Distributed learning: the exit

Fiona took some online Grade 10 courses this semester: PE and Personal & Career Planning. She took them partly because she wanted these required credits out of the way so that she can focus next year on the academic courses that she’s excited to dive into. But we also figured they would be a good introduction to course-like structure, assignments, quizzes, working directly with a teacher, getting grading and dealing with “writing to task.”

We like it when our DL program doesn’t cramp our style. Benign neglect it good to a point. But there’s a basic difference between a child-centred, parent-facilitated individualized learning program at home that is benignly overseen by a DL teacher, and an online course delivered by the DL program where assignments are submitted directly to the teacher. In this case Fiona was submitting things and getting nothing back: no feedback, no grading, not even any acknowledgement that things had been received.

Screenshot 2016-07-04 16.39.57A week ago we received Fiona’s report card. Her grades in her online courses were based on course records like the one on the left.

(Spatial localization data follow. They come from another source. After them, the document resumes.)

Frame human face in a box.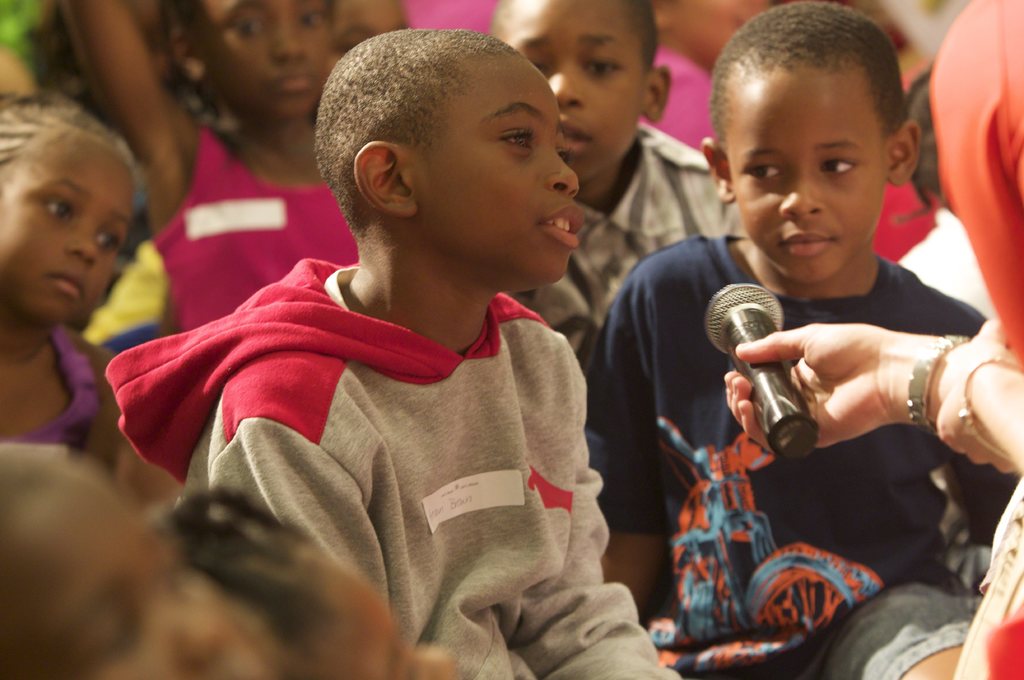
(x1=0, y1=439, x2=275, y2=679).
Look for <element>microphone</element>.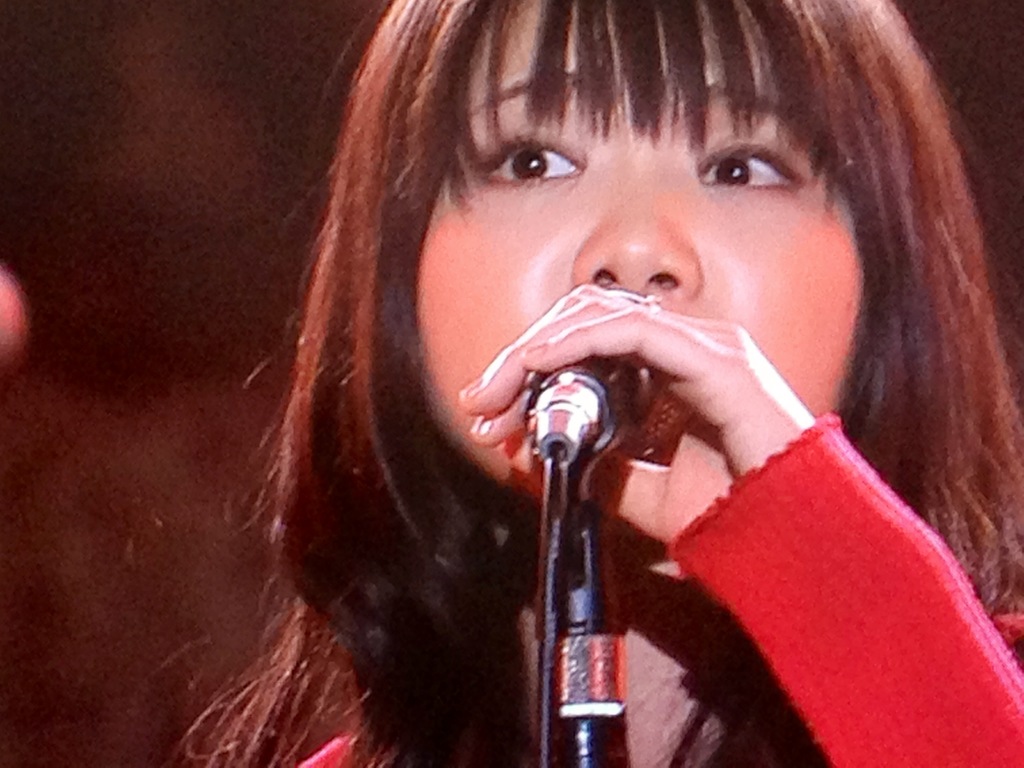
Found: <bbox>529, 364, 617, 484</bbox>.
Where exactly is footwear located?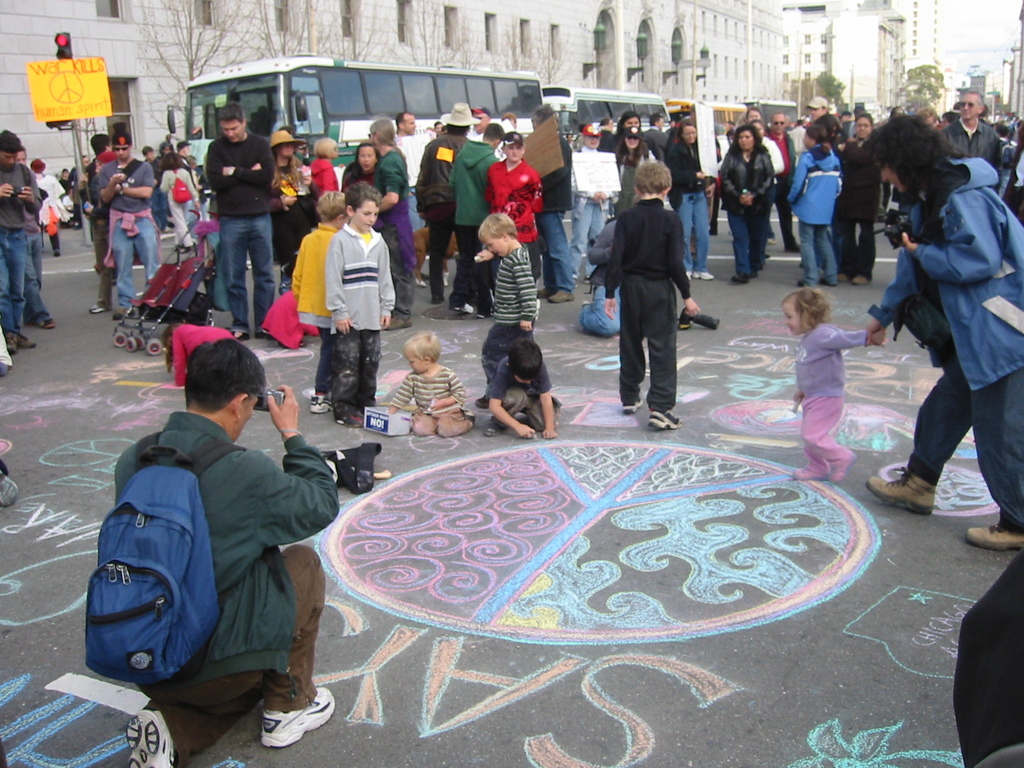
Its bounding box is [226, 328, 247, 344].
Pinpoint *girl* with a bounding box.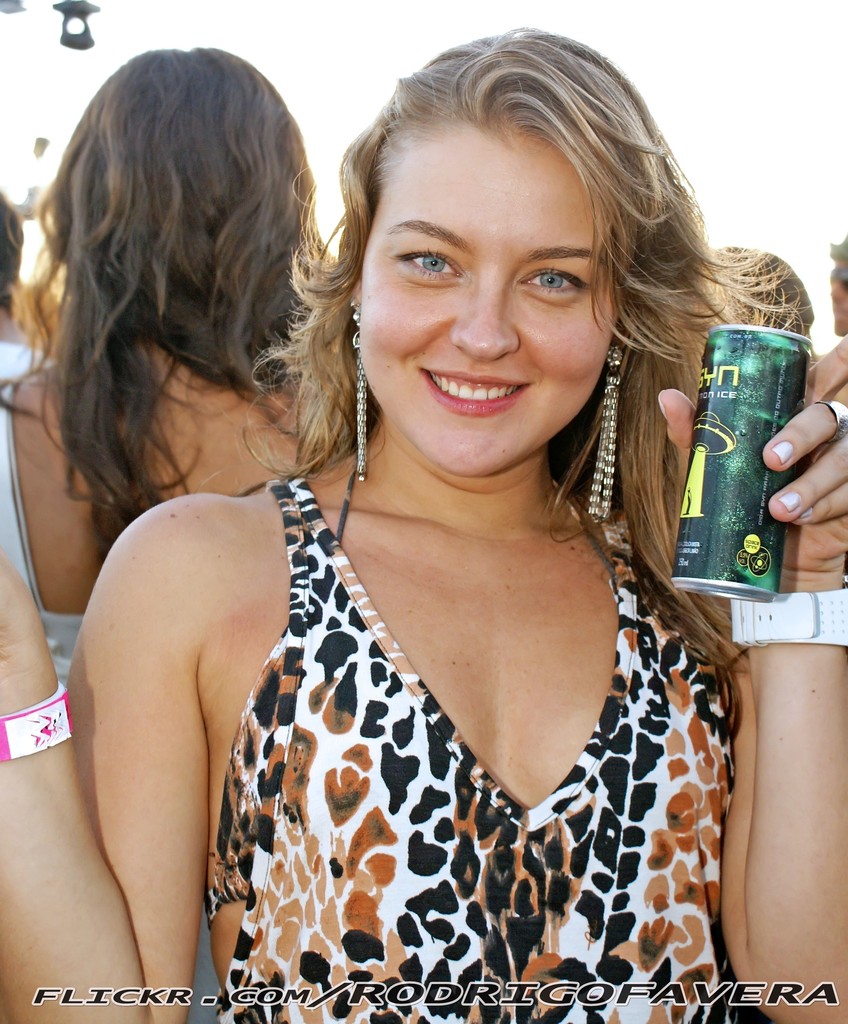
<region>0, 24, 847, 1023</region>.
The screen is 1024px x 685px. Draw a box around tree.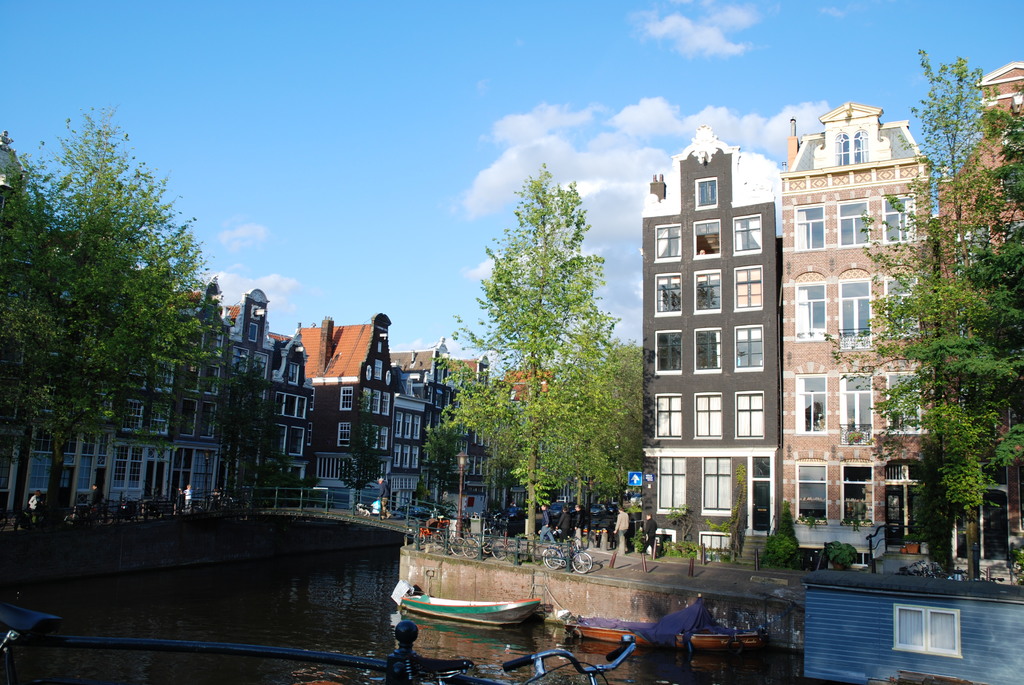
bbox(775, 496, 794, 568).
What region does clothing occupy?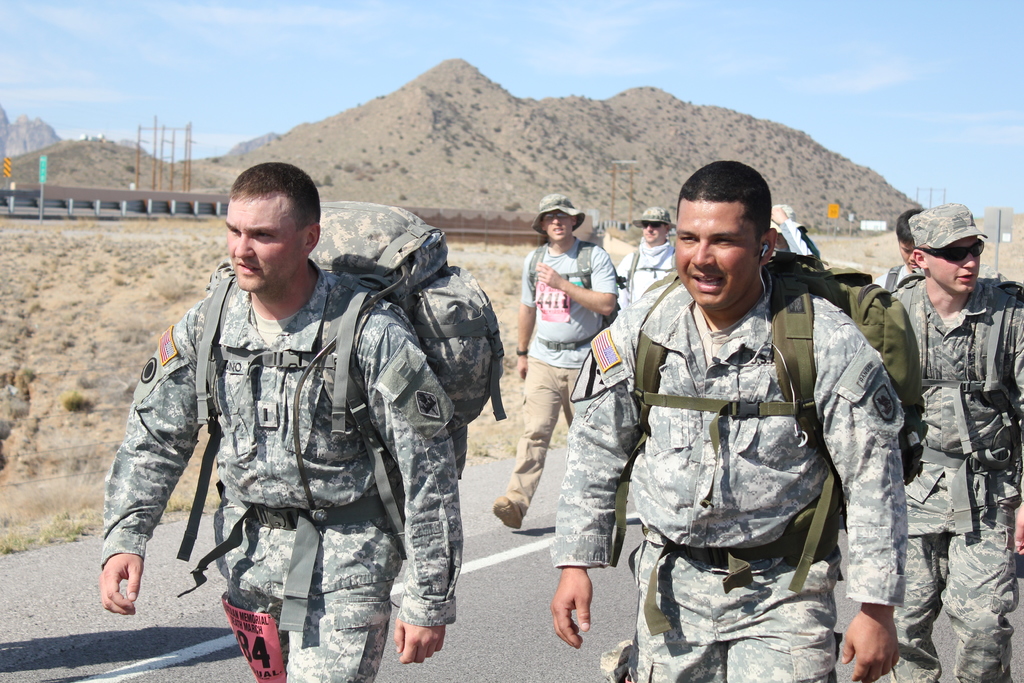
bbox=(774, 226, 831, 254).
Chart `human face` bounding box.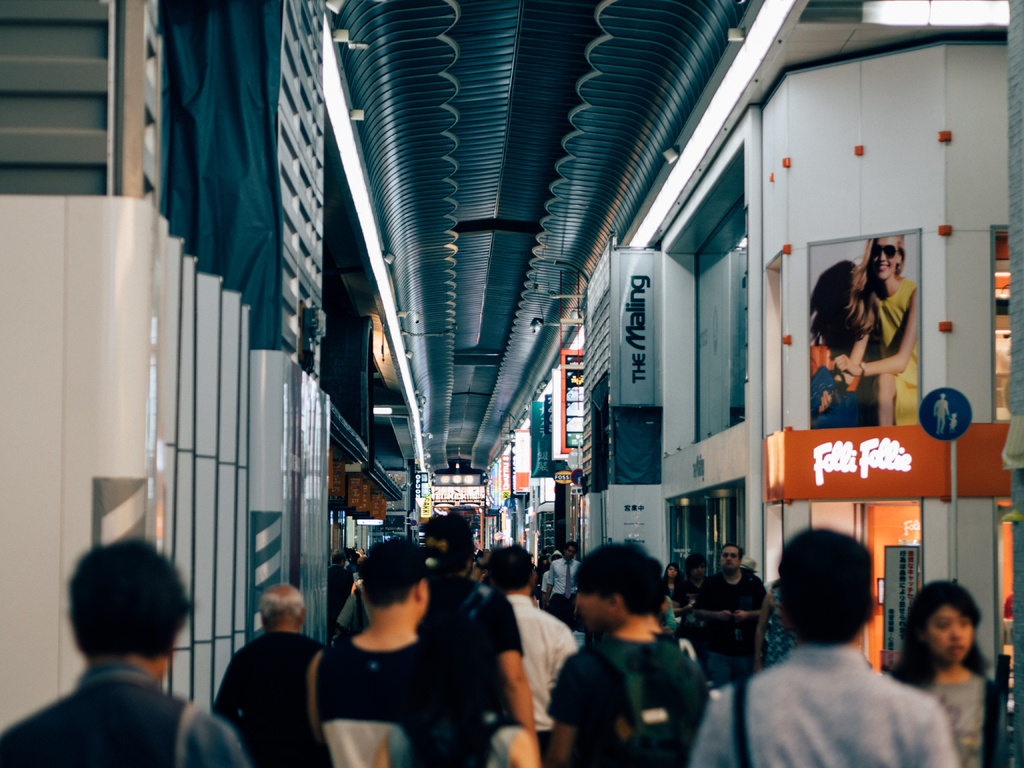
Charted: [left=564, top=545, right=575, bottom=561].
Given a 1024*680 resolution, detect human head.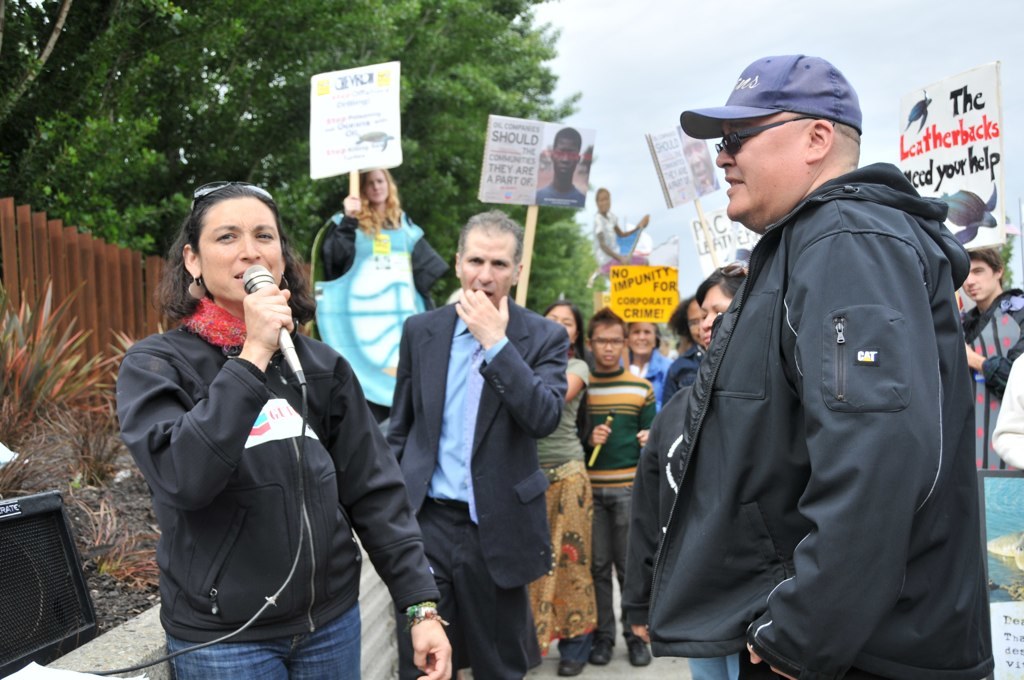
locate(713, 51, 861, 230).
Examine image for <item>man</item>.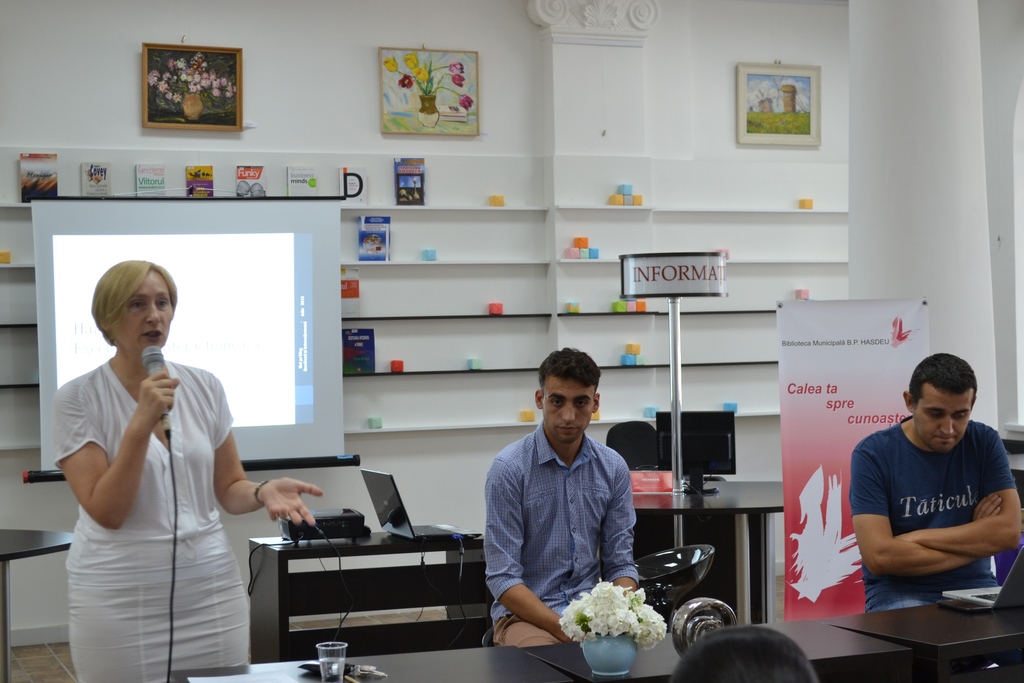
Examination result: {"x1": 849, "y1": 342, "x2": 1023, "y2": 607}.
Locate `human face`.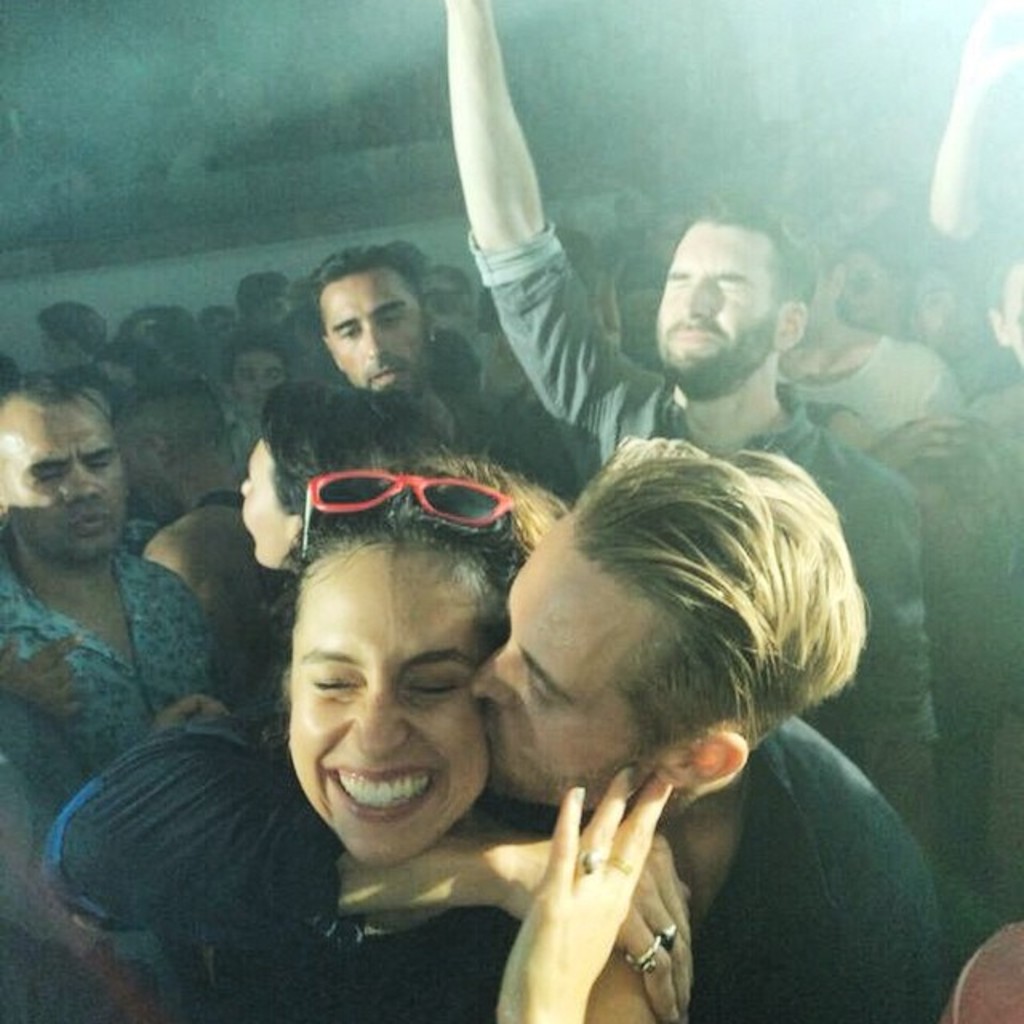
Bounding box: (651,219,781,381).
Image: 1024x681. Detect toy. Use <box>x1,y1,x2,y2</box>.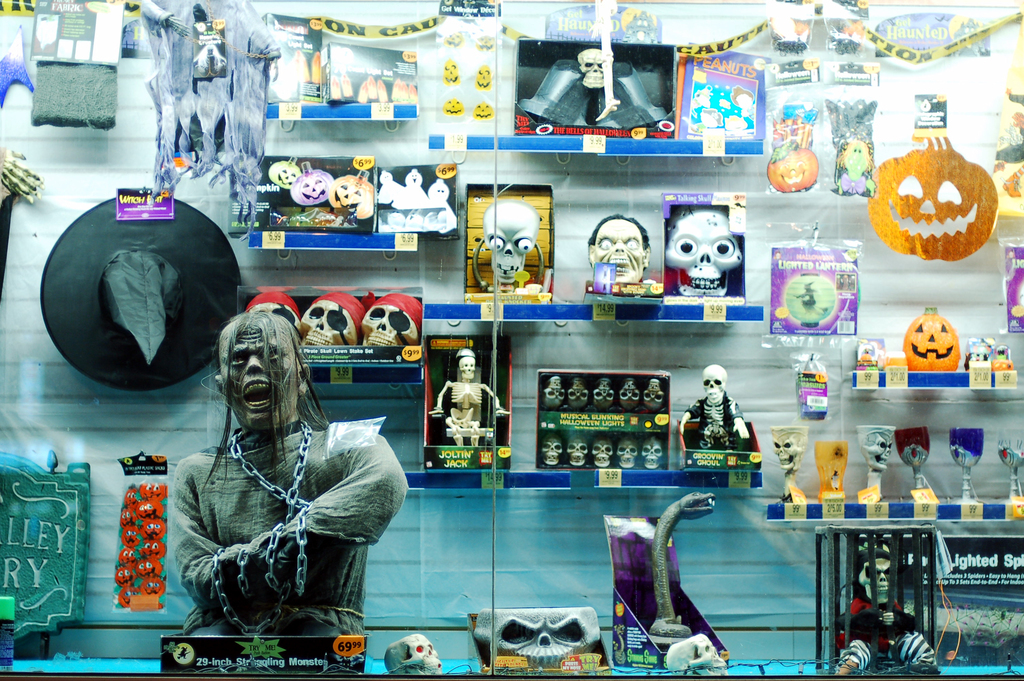
<box>541,434,561,466</box>.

Marks are shown in the third numerical column: only four assignments show up as having been graded. These assignments were done in the first couple of weeks of the semester and were graded in April a few days before a meeting that I requested on Fiona’s behalf to check in. By the end of the year nothing more had been marked. The other course has no grades showing at all. And yet Fiona submitted every last assignment.

As it got close to year-end, I had stepped in again and nudged the teacher, reminding her that Fiona had submitted lots, courses were completed, and asking whether she needed anything further. No, the teacher replied, she was reviewing all Fiona’s blog submissions and the assignments in the online courses, and everything looked great.

When her report card came, her grades for her two online courses showed up as “100%” and “Incomplete” respectively. When I questioned the Incomplete, the teacher took a look again in the online course, presumably noticed the other 19 assignments and quickly changed it to an A with “Well done” in the written comments section.

In what world is this considered an appropriate amount of feedback for a lifelong unschooler submitting her first-ever written assignments for the express purpose of gauging her readiness for a heavy academic program the following year? The government paid our school district $800 to administer each of those clunky courses. Is this really the kind of educational value for money that the taxpayer (or student!) expects?

I expect this was a one-off situation. Certainly our experience in other DL programs, and in this DL program during different years and with different teachers, has been much more positive, much more diligent, responsive, supportive. The School District superintendent, whom I’ve written to, was as appalled as I was about the oversights and I’m sure nothing like this will happen to anyone else. Not least because the teacher in question is leaving. But it sure wasn’t a great way to go out.